What is Coffee Cupping?
Coffee is a delicious drink enjoyed all around the world. It can be brewed in countless ways and enjoyed hot or cold, as is, or with cream and sugar. Roasting and brewing specialty coffee is all about fostering the natural flavor potential of high-quality coffee. But how do coffee professionals know if they have indeed fostered the highest potential of flavor in the coffee?
The History of Coffee Cupping
Coffee cupping has been used by merchants since the late 1800s to assess consistency and quality, but it has risen to significant prominence since the late 1900s to early 2000s. Cupping coffee is simply tasting and evaluating coffee. It is the process coffee professionals use to brew, smell, and taste different coffees. Cupping is a standardized process conducted by each contributor to the coffee supply chain: from producers to importers/exporters, roasters, and baristas. Coffee is cupped multiple times before it reaches the consumer.
Early on, producers, importers, and exporters usually taste their coffee to detect any defect in the bean. Then, roasters will roast and taste samples of that coffee. Baristas cup coffees to ensure quality. Coffee professionals cup coffee to determine if the coffee was processed well, determine what green coffee they want to purchase, or how to roast coffee. While the coffee that is sourced and how it is roasted immensely impact the flavor of the coffee—cupping is the practice that ensures consistency in tasting and evaluating those coffees.
Want to learn where coffee comes from? Start here!
How Does Coffee Cupping Work?
There is a standardized way of cupping coffee, and it is undeniably the best way to taste multiple coffees. Not only does cupping help detect any defects in the coffee, but it also helps us describe a coffee’s flavor. A specific amount of coffee is weighed out for each cupping bowl. Usually, there are 2-3 cupping bowls per coffee sample to prevent any unintentional impact on assessing the coffee. The coffee is ground and brewed in a fixed way. A particular amount of water, just off boil, is added to the ground coffee. The Specialty Coffee Association recommends a fixed ratio of coffee to water, which is 1:18. Depending on the cupping bowl size, this ratio should be used. All of this makes it uniform, consistent, and replicable.
This quantifiable and calculated approach to tasting and evaluating coffee sanctions consistency, the definition of flavor, and the assessment of the characteristics of the coffee being cupped.
Why Coffee Cupping?
Cupping coffee is a form of quality control. For producers, it’s ensuring this quality. For roasters, its cupping helps design and form roasts or make corrective changes to a roast profile. For baristas, it’s a way to stay knowledgeable about the coffee they are brewing and serving.
The point of cupping is to keep the brewing process simple to avoid any external flavor impact and treat each coffee equally. Cupping allows multiple coffee professionals to come together and blindly taste multiple coffees. It allows for a quantifiable assessment of acidity, sweetness, body, mouthfeel, flavor, and balance. These are the characteristics of a coffee that coffee professionals are looking for when they cup coffee samples.
How to Cup Coffee
Do you want to know how to taste coffee like an expert? Cupping or tasting coffee happens through your mouth and your nose. You’ll, of course, need coffee and cupping bowls, and among other things…a spoon!
What You’ll Need
- At least two different coffees
- Cupping bowls
- Scale
- Timer
- Grinder
- Kettle/hot water
- Spoon
Standard Method of Coffee Cupping
- Heat the kettle to a boil.
- Grind coffees at the same setting, a bit finer than for your average single-cup pour-over
- Smell the fragrance of the ground coffee.
- Now, add your water just off boil to fill the cupping bowl (1:16 – 1:18 coffee to water ratio). Let it steep for four minutes.
- The layer of grounds floating at the top is called the “crust.” Stir the crust gently back and forth a few times, smelling the aroma.
- Use two spoons to remove the crust gently.
- Once the coffee is cooled, grab your spoon.
- Slurp a small sip of coffee aggressively enough to coat the entirety of your tongue as best you can.
- Do this while it is hot, again when it is warm, and again when it is cooled.
No, slurping your coffee while cupping is not essential. However, it is helpful and can be a lot of fun! Cupping is the industry’s standard for tasting and evaluating the delicious coffee you drink daily. Cupping can be done easily at home with these few simple steps. This method helps us assess the intricacies of how excellent coffee can be. Cheers!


- Instructions for the task: Could you repeat every record below exactly as written?

- Dataset records:
::::::

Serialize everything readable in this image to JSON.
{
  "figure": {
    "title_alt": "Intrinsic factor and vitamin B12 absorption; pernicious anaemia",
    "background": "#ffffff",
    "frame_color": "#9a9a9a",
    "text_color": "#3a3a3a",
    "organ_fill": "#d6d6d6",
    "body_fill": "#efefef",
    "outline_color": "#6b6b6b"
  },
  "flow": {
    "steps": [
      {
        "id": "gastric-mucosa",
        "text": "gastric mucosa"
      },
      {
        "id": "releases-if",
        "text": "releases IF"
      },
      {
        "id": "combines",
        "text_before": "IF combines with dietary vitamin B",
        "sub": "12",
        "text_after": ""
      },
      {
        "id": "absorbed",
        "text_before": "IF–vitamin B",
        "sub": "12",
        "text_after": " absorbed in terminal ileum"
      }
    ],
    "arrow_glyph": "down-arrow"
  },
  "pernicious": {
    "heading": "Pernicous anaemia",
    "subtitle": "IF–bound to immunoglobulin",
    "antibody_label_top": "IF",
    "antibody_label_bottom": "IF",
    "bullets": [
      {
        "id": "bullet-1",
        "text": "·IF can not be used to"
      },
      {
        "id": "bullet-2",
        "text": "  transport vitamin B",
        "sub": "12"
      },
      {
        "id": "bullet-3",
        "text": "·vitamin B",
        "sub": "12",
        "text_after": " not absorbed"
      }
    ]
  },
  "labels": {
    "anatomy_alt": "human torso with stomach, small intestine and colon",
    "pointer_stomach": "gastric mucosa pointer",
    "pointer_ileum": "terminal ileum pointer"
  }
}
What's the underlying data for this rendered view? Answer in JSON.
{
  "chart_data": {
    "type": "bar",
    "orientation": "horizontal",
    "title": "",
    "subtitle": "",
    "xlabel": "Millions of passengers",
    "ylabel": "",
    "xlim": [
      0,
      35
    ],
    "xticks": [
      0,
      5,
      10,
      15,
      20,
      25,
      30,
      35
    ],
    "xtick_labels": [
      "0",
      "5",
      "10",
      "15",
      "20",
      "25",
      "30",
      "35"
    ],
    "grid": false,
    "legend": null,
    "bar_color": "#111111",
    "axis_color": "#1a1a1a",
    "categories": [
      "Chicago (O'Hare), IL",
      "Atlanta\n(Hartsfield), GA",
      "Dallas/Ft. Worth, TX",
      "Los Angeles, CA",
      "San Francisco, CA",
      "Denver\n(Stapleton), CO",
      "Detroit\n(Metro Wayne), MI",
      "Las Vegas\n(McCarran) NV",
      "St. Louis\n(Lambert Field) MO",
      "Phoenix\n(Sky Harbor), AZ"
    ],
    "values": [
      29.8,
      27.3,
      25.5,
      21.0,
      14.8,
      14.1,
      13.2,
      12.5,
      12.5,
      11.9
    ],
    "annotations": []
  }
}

::::::

- Final answer:
Serialize everything readable in this image to JSON.
{
  "figure": {
    "title_alt": "Intrinsic factor and vitamin B12 absorption; pernicious anaemia",
    "background": "#ffffff",
    "frame_color": "#9a9a9a",
    "text_color": "#3a3a3a",
    "organ_fill": "#d6d6d6",
    "body_fill": "#efefef",
    "outline_color": "#6b6b6b"
  },
  "flow": {
    "steps": [
      {
        "id": "gastric-mucosa",
        "text": "gastric mucosa"
      },
      {
        "id": "releases-if",
        "text": "releases IF"
      },
      {
        "id": "combines",
        "text_before": "IF combines with dietary vitamin B",
        "sub": "12",
        "text_after": ""
      },
      {
        "id": "absorbed",
        "text_before": "IF–vitamin B",
        "sub": "12",
        "text_after": " absorbed in terminal ileum"
      }
    ],
    "arrow_glyph": "down-arrow"
  },
  "pernicious": {
    "heading": "Pernicous anaemia",
    "subtitle": "IF–bound to immunoglobulin",
    "antibody_label_top": "IF",
    "antibody_label_bottom": "IF",
    "bullets": [
      {
        "id": "bullet-1",
        "text": "·IF can not be used to"
      },
      {
        "id": "bullet-2",
        "text": "  transport vitamin B",
        "sub": "12"
      },
      {
        "id": "bullet-3",
        "text": "·vitamin B",
        "sub": "12",
        "text_after": " not absorbed"
      }
    ]
  },
  "labels": {
    "anatomy_alt": "human torso with stomach, small intestine and colon",
    "pointer_stomach": "gastric mucosa pointer",
    "pointer_ileum": "terminal ileum pointer"
  }
}
What's the underlying data for this rendered view? Answer in JSON.
{
  "chart_data": {
    "type": "bar",
    "orientation": "horizontal",
    "title": "",
    "subtitle": "",
    "xlabel": "Millions of passengers",
    "ylabel": "",
    "xlim": [
      0,
      35
    ],
    "xticks": [
      0,
      5,
      10,
      15,
      20,
      25,
      30,
      35
    ],
    "xtick_labels": [
      "0",
      "5",
      "10",
      "15",
      "20",
      "25",
      "30",
      "35"
    ],
    "grid": false,
    "legend": null,
    "bar_color": "#111111",
    "axis_color": "#1a1a1a",
    "categories": [
      "Chicago (O'Hare), IL",
      "Atlanta\n(Hartsfield), GA",
      "Dallas/Ft. Worth, TX",
      "Los Angeles, CA",
      "San Francisco, CA",
      "Denver\n(Stapleton), CO",
      "Detroit\n(Metro Wayne), MI",
      "Las Vegas\n(McCarran) NV",
      "St. Louis\n(Lambert Field) MO",
      "Phoenix\n(Sky Harbor), AZ"
    ],
    "values": [
      29.8,
      27.3,
      25.5,
      21.0,
      14.8,
      14.1,
      13.2,
      12.5,
      12.5,
      11.9
    ],
    "annotations": []
  }
}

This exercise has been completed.